Sibling Contribution Rights
Under SDCL § 25-7-28, any adult child who pays for a parent's care has a statutory right of contribution against their siblings. If you're the one paying — whether voluntarily or under a judgment — you can sue your brothers and sisters in civil court to force them to pay a pro-rata share based on each sibling's financial ability.
This cuts both ways: it means the nursing home may target whichever sibling appears most financially able, knowing that sibling can then pursue the others.
How Medicaid Intersects With Filial Liability
The most important protection against a filial responsibility claim is ensuring your parent qualifies for Medicaid.
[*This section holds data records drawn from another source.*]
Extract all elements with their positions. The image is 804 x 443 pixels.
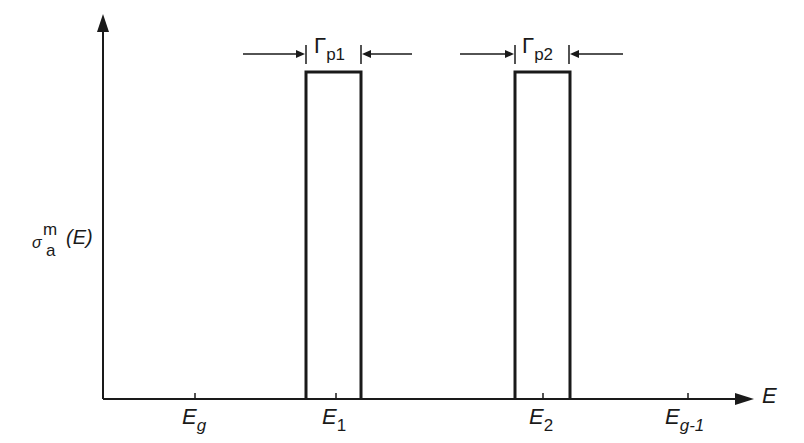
- gamma1-subscript: p1: [326, 45, 345, 64]
- tick-eg-sub: g: [197, 416, 206, 435]
- resonance-bar-2: [515, 72, 570, 399]
- gamma2-left-arrowhead-icon: [505, 50, 514, 58]
- tick-label-e2: E2: [529, 404, 553, 430]
- y-axis-arrow-icon: [97, 14, 109, 32]
- tick-e1-base: E: [322, 404, 337, 429]
- x-axis-arrow-icon: [735, 393, 754, 405]
- y-sigma: σ: [32, 234, 42, 252]
- tick-e1-sub: 1: [337, 416, 346, 435]
- diagram-canvas: [0, 0, 804, 443]
- gamma2-subscript: p2: [534, 45, 553, 64]
- tick-eg1-base: E: [665, 404, 680, 429]
- tick-eg-base: E: [182, 404, 197, 429]
- tick-e2-base: E: [529, 404, 544, 429]
- y-subscript: a: [46, 241, 55, 261]
- tick-eg1-sub: g-1: [680, 416, 705, 435]
- gamma1-left-arrowhead-icon: [296, 50, 305, 58]
- gamma2-symbol: Γ: [522, 33, 534, 58]
- tick-label-eg1: Eg-1: [665, 404, 704, 430]
- gamma-p1-label: Γp1: [314, 33, 345, 59]
- x-axis-label: E: [762, 383, 777, 409]
- tick-e2-sub: 2: [544, 416, 553, 435]
- tick-label-eg: Eg: [182, 404, 206, 430]
- resonance-bar-1: [306, 72, 361, 399]
- gamma1-symbol: Γ: [314, 33, 326, 58]
- tick-label-e1: E1: [322, 404, 346, 430]
- gamma-p2-label: Γp2: [522, 33, 553, 59]
- y-argument: (E): [66, 226, 93, 249]
- y-superscript: m: [43, 220, 57, 240]
- y-axis-label: σ m a (E): [32, 222, 102, 272]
Once Medicaid is paying for nursing home care, there's no "unpaid bill" for a facility to pursue against family members.
South Dakota's 2026 Medicaid eligibility for long-term care:
- Income limit: $2,982/month gross. Above this requires a Miller Trust (Qualified Income Trust).
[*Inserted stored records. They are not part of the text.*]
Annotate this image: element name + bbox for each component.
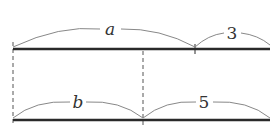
- segment-diagram: a 3 b 5: [0, 0, 270, 138]
- arc-3-left: [195, 33, 224, 47]
- label-3: 3: [227, 23, 238, 43]
- arc-a: [13, 28, 100, 47]
- label-a: a: [105, 19, 115, 39]
- arc-5-left: [143, 102, 196, 118]
- arc-3-right: [241, 33, 270, 45]
- arc-b-left: [13, 102, 70, 118]
- arc-b-right: [86, 102, 143, 118]
- label-5: 5: [199, 92, 210, 112]
- arc-5-right: [213, 102, 270, 118]
- arc-a-right: [121, 29, 195, 47]
- label-b: b: [73, 92, 84, 112]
- Asset limit: $2,000 for a single applicant.
- Lookback period: 60 months. Any gifts or below-market transfers trigger a penalty.
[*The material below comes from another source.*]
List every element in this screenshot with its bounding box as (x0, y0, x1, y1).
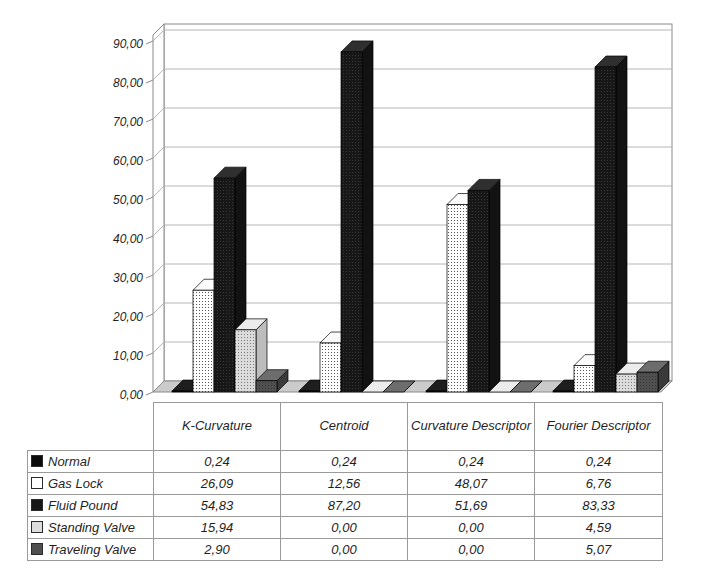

The danger zone is the lookback violation penalty period — that's when your parent has no Medicaid coverage, no ability to pay privately, and the filial statute becomes relevant.
Protecting Yourself
Before a crisis:
- Help your parent avoid lookback violations by ensuring no gifting or below-market-value property transfers in the five years before a potential Medicaid application
- If your parent's income exceeds $2,982/month, consult an elder law attorney about establishing a Miller Trust in advance
- Verify your parent's assets are below the $2,000 limit or understand what spend-down is needed
During a nursing home admission:
- Never sign a personal guarantee or "responsible party" agreement that creates contractual liability beyond the statutory obligation
- Track the 90-day notice window — if no formal notice arrives within 90 days of the first service, document that fact
- Begin the Medicaid application immediately if your parent cannot sustain private-pay rates
If you receive a filial claim notice:
- Respond within the specified timeframe — ignoring it allows default judgment
- Consult a South Dakota attorney familiar with SDCL § 25-7-27
- Gather documentation of the 90-day timeline to verify procedural compliance
- Assess whether a hardship defense applies based on your financial situation
The Estate Recovery Layer
Even after death, the state recovers Medicaid costs from your parent's probate estate. South Dakota uses a "probate-only" definition — assets passing through joint tenancy, transfer-on-death designations, or beneficiary accounts generally avoid recovery. But joint bank accounts are an exception: under SDCL § 43-46-1, surviving joint owners are liable for the deceased's debts up to the balance at death.
The South Dakota Hospital Discharge Guide includes a Medicaid financial checklist and lookback transfer log designed to prevent the exact scenario that triggers filial claims — organized so you can identify and address vulnerabilities before an application denial puts your family at legal risk.
Get Your Free South Dakota — Hospital Discharge Checklist
Download the South Dakota — Hospital Discharge Checklist — a printable guide with checklists, scripts, and action plans you can start using today.